Bob Hawkins
Early New York shaper Bob “Hawk” Hawkins made his first surfboard in 1957 using a
piece of styrofoam that he routed, with a stringer, and laminated with epoxy resin. He made this prototype two years before John Hannon — credited as the first surfboard manufacturer on the East Coast — first started building boards. Hawkins was also the first person to distribute boards to New York surfers, importing Velzy products from California and selling them out of his house.
In 1959, he took a solo trip to Hawaii, where he ordered a custom 10’2” balsa gun from Pat Curren and rode big Makaha. Hawkins returned to Hawaii the following winter and married the late Jeanne Hawkins, an early New York female surfer, who won the very first East Coast Surfing Championships, held in 1962 at Gilgo Beach.
Hawkins had two surf shops on Long Island, one in Massapequa and the other in his hometown of Halesite, but he left shaping in 1963 to pursue a full-time career clamming.
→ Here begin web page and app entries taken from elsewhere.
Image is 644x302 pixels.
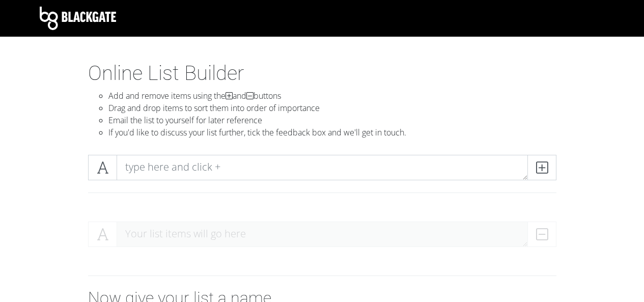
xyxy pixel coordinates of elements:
[108,102,557,114] li: Drag and drop items to sort them into order of importance
[108,90,557,102] li: Add and remove items using the and buttons
[88,61,557,86] h1: Online List Builder
[108,114,557,127] li: Email the list to yourself for later reference
[108,127,557,138] li: If you'd like to discuss your list further, tick the feedback box and we'll get in touch.
[40,7,116,30] img: Blackgate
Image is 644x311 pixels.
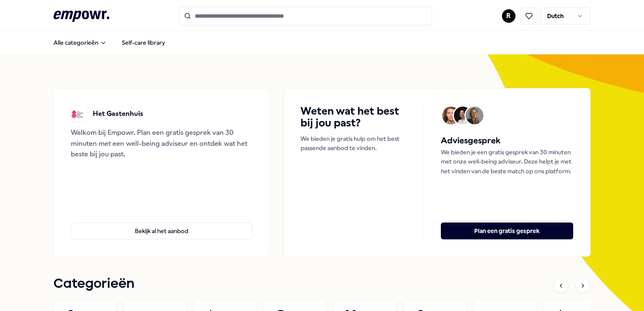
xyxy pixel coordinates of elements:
[441,148,573,176] p: We bieden je een gratis gesprek van 30 minuten met onze well-being adviseur. Deze helpt je met he...
[71,209,252,239] a: Bekijk al het aanbod
[71,223,252,239] button: Bekijk al het aanbod
[301,106,406,129] h4: Weten wat het best bij jou past?
[179,6,432,26] input: Search for products, categories or subcategories
[71,106,88,122] img: Het Gastenhuis
[93,108,143,119] p: Het Gastenhuis
[71,128,252,160] div: Welkom bij Empowr. Plan een gratis gesprek van 30 minuten met een well-being adviseur en ontdek w...
[53,273,135,294] h1: Categorieën
[47,34,172,51] nav: Main
[442,106,460,125] img: Avatar
[47,34,114,51] button: Alle categorieën
[502,9,516,23] button: R
[441,134,573,148] h5: Adviesgesprek
[115,34,172,51] a: Self-care library
[454,106,472,125] img: Avatar
[301,134,406,153] p: We bieden je gratis hulp om het best passende aanbod te vinden.
[466,106,483,125] img: Avatar
[441,223,573,239] button: Plan een gratis gesprek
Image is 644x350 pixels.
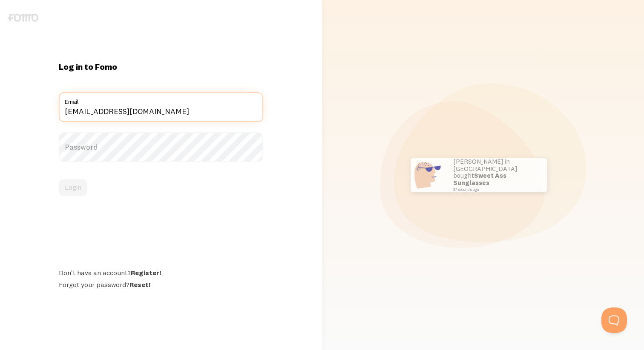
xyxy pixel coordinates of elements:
div: Don't have an account? [59,269,263,277]
label: Password [59,132,263,162]
a: Reset! [130,280,150,289]
iframe: Help Scout Beacon - Open [601,308,627,333]
div: Forgot your password? [59,280,263,289]
label: Email [59,92,263,107]
a: Register! [131,269,161,277]
img: fomo-logo-gray-b99e0e8ada9f9040e2984d0d95b3b12da0074ffd48d1e5cb62ac37fc77b0b268.svg [8,14,39,22]
h1: Log in to Fomo [59,61,263,72]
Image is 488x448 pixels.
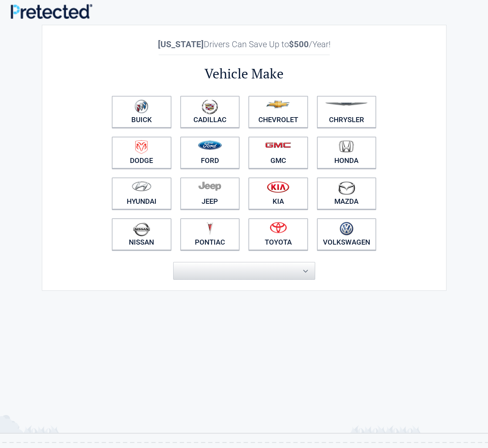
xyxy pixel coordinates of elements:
img: buick [134,99,149,113]
a: Honda [317,136,377,169]
a: Hyundai [112,177,172,210]
img: pontiac [206,222,213,235]
img: Main Logo [11,4,92,19]
h2: Vehicle Make [108,65,381,82]
img: honda [339,140,354,153]
img: chevrolet [267,101,290,108]
img: hyundai [132,181,151,191]
h2: Drivers Can Save Up to /Year [108,39,381,49]
a: Toyota [248,218,308,250]
a: Pontiac [180,218,240,250]
a: Volkswagen [317,218,377,250]
a: Nissan [112,218,172,250]
a: Chrysler [317,96,377,128]
img: jeep [198,181,221,191]
img: dodge [135,140,148,154]
img: nissan [133,222,150,236]
a: Ford [180,136,240,169]
img: gmc [265,142,291,148]
img: toyota [270,222,287,233]
img: ford [198,141,222,150]
a: Cadillac [180,96,240,128]
b: [US_STATE] [158,39,204,49]
a: Jeep [180,177,240,210]
a: Buick [112,96,172,128]
b: $500 [289,39,309,49]
img: mazda [338,181,355,195]
img: chrysler [325,103,368,106]
a: Dodge [112,136,172,169]
a: Chevrolet [248,96,308,128]
img: kia [267,181,289,193]
img: volkswagen [340,222,354,236]
a: Kia [248,177,308,210]
a: Mazda [317,177,377,210]
a: GMC [248,136,308,169]
img: cadillac [201,99,218,114]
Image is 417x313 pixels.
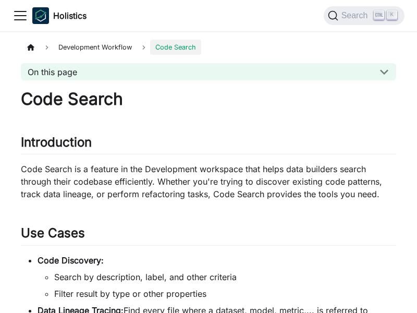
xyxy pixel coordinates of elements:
li: Search by description, label, and other criteria [54,270,396,283]
button: Search (Ctrl+K) [324,6,404,25]
span: Development Workflow [53,40,137,55]
span: Search [338,11,374,20]
span: Code Search [150,40,201,55]
a: Home page [21,40,41,55]
kbd: K [387,10,397,20]
p: Code Search is a feature in the Development workspace that helps data builders search through the... [21,163,396,200]
li: Filter result by type or other properties [54,287,396,300]
h1: Code Search [21,89,396,109]
img: Holistics [32,7,49,24]
h2: Use Cases [21,225,396,245]
button: Toggle navigation bar [13,8,28,23]
h2: Introduction [21,134,396,154]
button: On this page [21,63,396,80]
b: Holistics [53,9,86,22]
a: HolisticsHolistics [32,7,86,24]
nav: Breadcrumbs [21,40,396,55]
strong: Code Discovery: [38,255,104,265]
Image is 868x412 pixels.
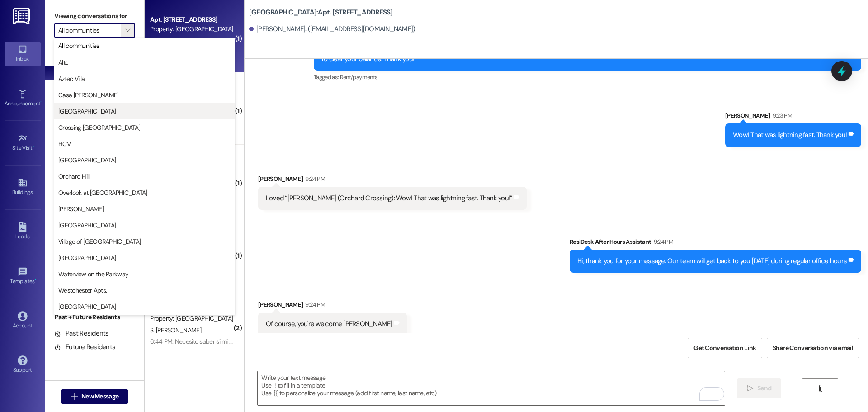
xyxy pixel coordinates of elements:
button: New Message [62,390,128,404]
a: Buildings [5,175,41,199]
div: Past + Future Residents [45,312,145,322]
span: [GEOGRAPHIC_DATA] [58,302,116,311]
span: All communities [58,42,99,50]
label: Viewing conversations for [55,9,135,23]
div: 9:24 PM [303,174,324,184]
span: Send [757,384,772,393]
span: • [32,143,34,150]
div: Loved “[PERSON_NAME] (Orchard Crossing): Wow1 That was lightning fast. Thank you!” [266,194,513,203]
div: [PERSON_NAME] [726,111,862,124]
input: All communities [58,23,121,38]
span: Waterview on the Parkway [58,270,128,278]
span: Westchester Apts. [58,286,107,295]
span: Crossing [GEOGRAPHIC_DATA] [58,123,140,132]
i:  [817,385,824,392]
span: Village of [GEOGRAPHIC_DATA] [58,237,141,246]
div: 9:24 PM [303,300,324,309]
div: Property: [GEOGRAPHIC_DATA] [150,314,234,324]
div: Tagged as: [314,71,862,84]
span: [PERSON_NAME] [150,37,195,45]
a: Inbox [5,42,41,66]
span: [GEOGRAPHIC_DATA] [58,107,116,116]
span: [GEOGRAPHIC_DATA] [58,155,116,164]
span: Aztec Villa [58,74,85,83]
b: [GEOGRAPHIC_DATA]: Apt. [STREET_ADDRESS] [249,8,393,17]
button: Get Conversation Link [688,337,762,358]
a: Account [5,308,41,333]
div: Prospects [45,148,145,157]
div: ResiDesk After Hours Assistant [570,237,862,250]
span: Alto [58,58,68,67]
div: Of course, you're welcome [PERSON_NAME] [266,319,393,329]
span: Share Conversation via email [773,344,853,353]
span: New Message [81,391,118,401]
div: [PERSON_NAME] [258,300,407,312]
button: Send [737,378,782,398]
div: Past Residents [55,329,109,338]
div: Future Residents [55,342,115,352]
span: S. [PERSON_NAME] [150,326,201,334]
textarea: To enrich screen reader interactions, please activate Accessibility in Grammarly extension settings [258,371,724,405]
a: Leads [5,219,41,244]
a: Support [5,353,41,377]
div: 9:23 PM [770,111,793,120]
span: Rent/payments [340,73,378,81]
span: HCV [58,139,71,148]
span: [GEOGRAPHIC_DATA] [58,253,116,262]
div: Apt. [STREET_ADDRESS] [150,15,234,25]
a: Site Visit • [5,131,41,155]
div: Hi, thank you for your message. Our team will get back to you [DATE] during regular office hours [577,257,847,266]
span: • [35,277,36,283]
div: Prospects + Residents [45,51,145,61]
img: ResiDesk Logo [13,8,32,25]
div: Wow1 That was lightning fast. Thank you! [733,130,847,140]
span: Get Conversation Link [693,344,757,353]
div: Property: [GEOGRAPHIC_DATA] [150,25,234,34]
i:  [747,385,754,392]
span: [PERSON_NAME] [58,204,104,214]
a: Templates • [5,264,41,288]
div: 9:24 PM [652,237,673,247]
div: Residents [45,230,145,239]
i:  [125,27,130,34]
span: • [40,99,42,105]
span: Orchard Hill [58,172,89,181]
div: [PERSON_NAME] [258,174,527,187]
button: Share Conversation via email [767,337,860,358]
span: Casa [PERSON_NAME] [58,91,118,99]
span: Overlook at [GEOGRAPHIC_DATA] [58,188,148,197]
div: [PERSON_NAME]. ([EMAIL_ADDRESS][DOMAIN_NAME]) [249,25,416,34]
span: [GEOGRAPHIC_DATA] [58,221,116,230]
div: 6:44 PM: Necesito saber si mi renta está pagada ya que lleve el cheke con tiempo pero no me han r... [150,337,459,345]
i:  [71,393,78,400]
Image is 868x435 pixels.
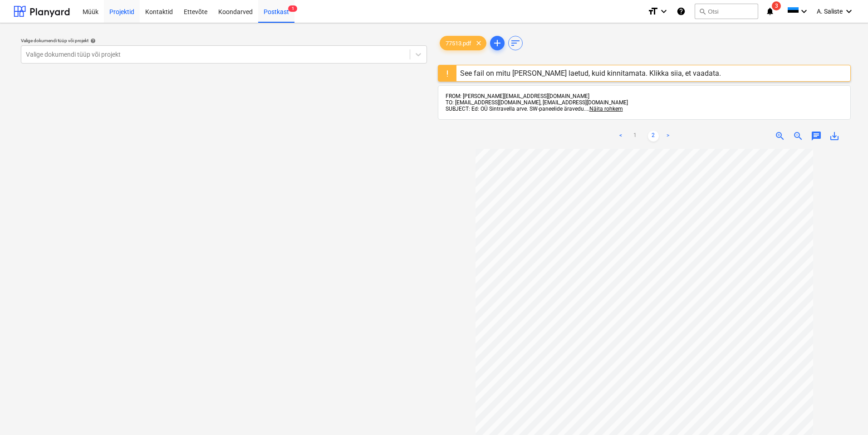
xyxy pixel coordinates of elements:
i: Abikeskus [677,6,685,17]
i: keyboard_arrow_down [843,6,854,17]
span: A. Saliste [817,8,843,15]
span: SUBJECT: Ed: OÜ Sintravella arve. SW-paneelide äravedu. [446,105,586,112]
span: Näita rohkem [590,105,623,112]
a: Page 2 is your current page [648,131,659,141]
span: clear [473,38,484,48]
span: search [699,8,706,15]
span: 77513.pdf [440,40,477,47]
span: zoom_in [774,131,785,141]
div: 77513.pdf [439,36,486,50]
i: keyboard_arrow_down [798,6,809,17]
span: chat [811,131,822,141]
div: Valige dokumendi tüüp või projekt [21,38,427,43]
span: save_alt [829,131,840,141]
a: Page 1 [630,131,641,141]
span: help [88,38,96,43]
span: 1 [288,6,297,12]
i: keyboard_arrow_down [659,6,669,17]
span: sort [510,38,521,48]
span: ... [586,105,623,112]
a: Next page [663,131,673,141]
a: Previous page [615,131,626,141]
span: 3 [772,1,781,10]
i: format_size [648,6,659,17]
div: See fail on mitu [PERSON_NAME] laetud, kuid kinnitamata. Klikka siia, et vaadata. [460,69,721,78]
i: notifications [765,6,774,17]
span: FROM: [PERSON_NAME][EMAIL_ADDRESS][DOMAIN_NAME] [446,93,590,99]
span: add [492,38,503,48]
span: zoom_out [793,131,804,141]
span: TO: [EMAIL_ADDRESS][DOMAIN_NAME], [EMAIL_ADDRESS][DOMAIN_NAME] [446,99,628,105]
iframe: Chat Widget [823,391,868,435]
button: Otsi [695,3,758,19]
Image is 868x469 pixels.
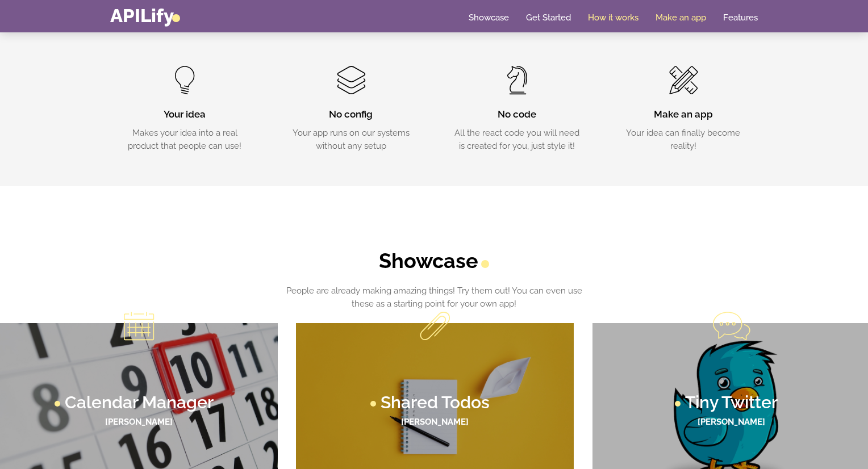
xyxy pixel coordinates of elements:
[604,417,859,427] h4: [PERSON_NAME]
[285,108,418,121] h3: No config
[723,12,758,23] a: Features
[468,12,509,23] a: Showcase
[110,4,180,27] a: APILify
[118,127,251,152] p: Makes your idea into a real product that people can use!
[526,12,571,23] a: Get Started
[64,394,214,411] h3: Calendar Manager
[307,417,562,427] h4: [PERSON_NAME]
[618,108,750,121] h3: Make an app
[618,127,750,152] p: Your idea can finally become reality!
[656,12,706,23] a: Make an app
[277,249,592,273] h2: Showcase
[685,394,777,411] h3: Tiny Twitter
[277,285,592,310] p: People are already making amazing things! Try them out! You can even use these as a starting poin...
[11,417,266,427] h4: [PERSON_NAME]
[451,127,583,152] p: All the react code you will need is created for you, just style it!
[285,127,418,152] p: Your app runs on our systems without any setup
[381,394,489,411] h3: Shared Todos
[451,108,583,121] h3: No code
[118,108,251,121] h3: Your idea
[588,12,639,23] a: How it works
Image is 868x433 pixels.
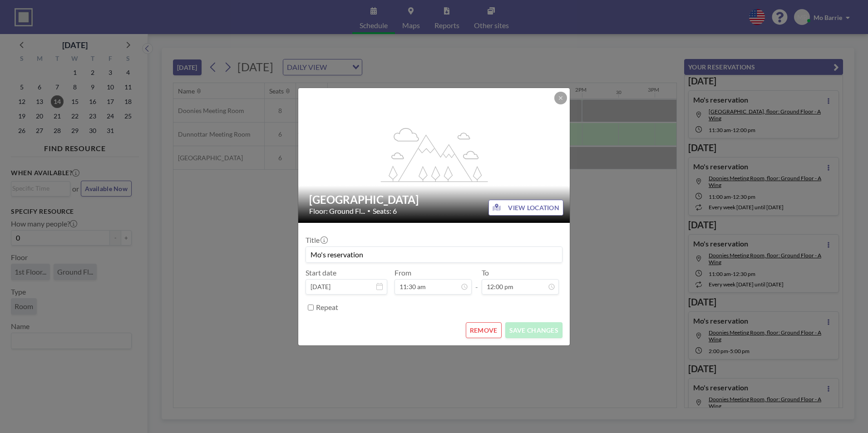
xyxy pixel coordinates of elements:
g: flex-grow: 1.2; [381,127,488,182]
button: REMOVE [465,323,502,338]
label: Start date [305,269,336,277]
input: (No title) [306,247,562,263]
label: Repeat [316,303,338,312]
span: Seats: 6 [372,207,397,216]
button: VIEW LOCATION [489,200,563,216]
span: Floor: Ground Fl... [309,207,365,216]
span: • [367,207,371,214]
label: To [482,269,489,277]
button: SAVE CHANGES [505,323,563,338]
span: - [476,272,478,292]
h2: [GEOGRAPHIC_DATA] [309,193,560,207]
label: From [395,269,411,277]
label: Title [305,236,327,244]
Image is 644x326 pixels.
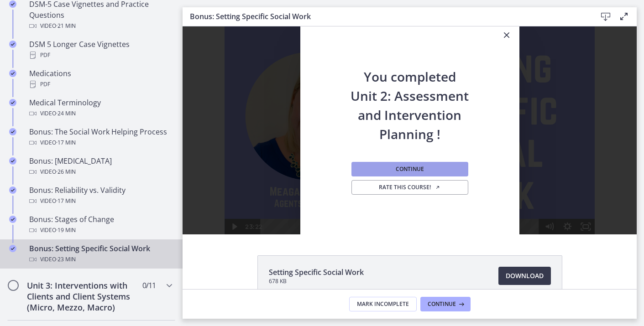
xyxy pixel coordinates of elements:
[394,192,412,208] button: Fullscreen
[376,192,394,208] button: Show settings menu
[56,225,76,236] span: · 19 min
[9,99,16,107] i: Completed
[29,196,172,207] div: Video
[29,126,172,148] div: Bonus: The Social Work Helping Process
[9,70,16,77] i: Completed
[29,243,172,265] div: Bonus: Setting Specific Social Work
[29,79,172,89] div: PDF
[56,108,76,119] span: · 24 min
[9,128,16,135] i: Completed
[29,155,172,177] div: Bonus: [MEDICAL_DATA]
[84,192,352,208] div: Playbar
[56,254,76,265] span: · 23 min
[378,184,440,191] span: Rate this course!
[9,245,16,252] i: Completed
[56,196,76,207] span: · 17 min
[427,301,456,308] span: Continue
[143,280,155,291] span: 0 / 11
[29,108,172,119] div: Video
[29,39,172,61] div: DSM 5 Longer Case Vignettes
[56,21,76,32] span: · 21 min
[29,21,172,32] div: Video
[29,166,172,177] div: Video
[351,180,468,195] a: Rate this course! Opens in a new window
[29,50,172,61] div: PDF
[349,297,416,312] button: Mark Incomplete
[350,49,470,144] h2: You completed Unit 2: Assessment and Intervention Planning !
[29,137,172,148] div: Video
[29,214,172,236] div: Bonus: Stages of Change
[9,157,16,164] i: Completed
[9,187,16,194] i: Completed
[396,165,424,172] span: Continue
[29,225,172,236] div: Video
[9,41,16,48] i: Completed
[506,270,543,282] span: Download
[351,162,468,176] button: Continue
[268,266,363,278] span: Setting Specific Social Work
[42,192,61,208] button: Play Video
[9,1,16,8] i: Completed
[29,68,172,89] div: Medications
[268,278,363,285] span: 678 KB
[190,11,582,22] h3: Bonus: Setting Specific Social Work
[434,185,440,191] i: Opens in a new window
[493,23,519,49] button: Close
[357,192,376,208] button: Mute
[27,280,138,312] h2: Unit 3: Interventions with Clients and Client Systems (Micro, Mezzo, Macro)
[9,216,16,223] i: Completed
[199,78,256,115] button: Play Video: cbe2somtov91j64ibsm0.mp4
[29,254,172,265] div: Video
[29,98,172,119] div: Medical Terminology
[420,297,471,312] button: Continue
[498,266,551,285] a: Download
[56,166,76,177] span: · 26 min
[29,185,172,207] div: Bonus: Reliability vs. Validity
[357,301,408,308] span: Mark Incomplete
[56,137,76,148] span: · 17 min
During that time, he still did brief stints at Bunger, Micris Surfboards, and Design One (later Surf Jet), which churned out models by Hawkins, Butch Van Artsdalen, Rodney Sumptner, and Charlie Bunger.
By the 1970s, Hawk was ready to put down the planer and simply enjoy the golden age of Long Island clamming, though he continued to make boards for himself and his friends. In 2000, he returned to Bunger, where he met up-and-coming shaper and glasser Mark “Petro” Petrocelli. The two teamed up to shape boards in the Faktion space, and Hawkins continues to work off his old 1960s templates, creating classic 9’6” noseriders with 50/50 rails and big square tails, as well as 8-foot “mini” longboards with super pinched rails.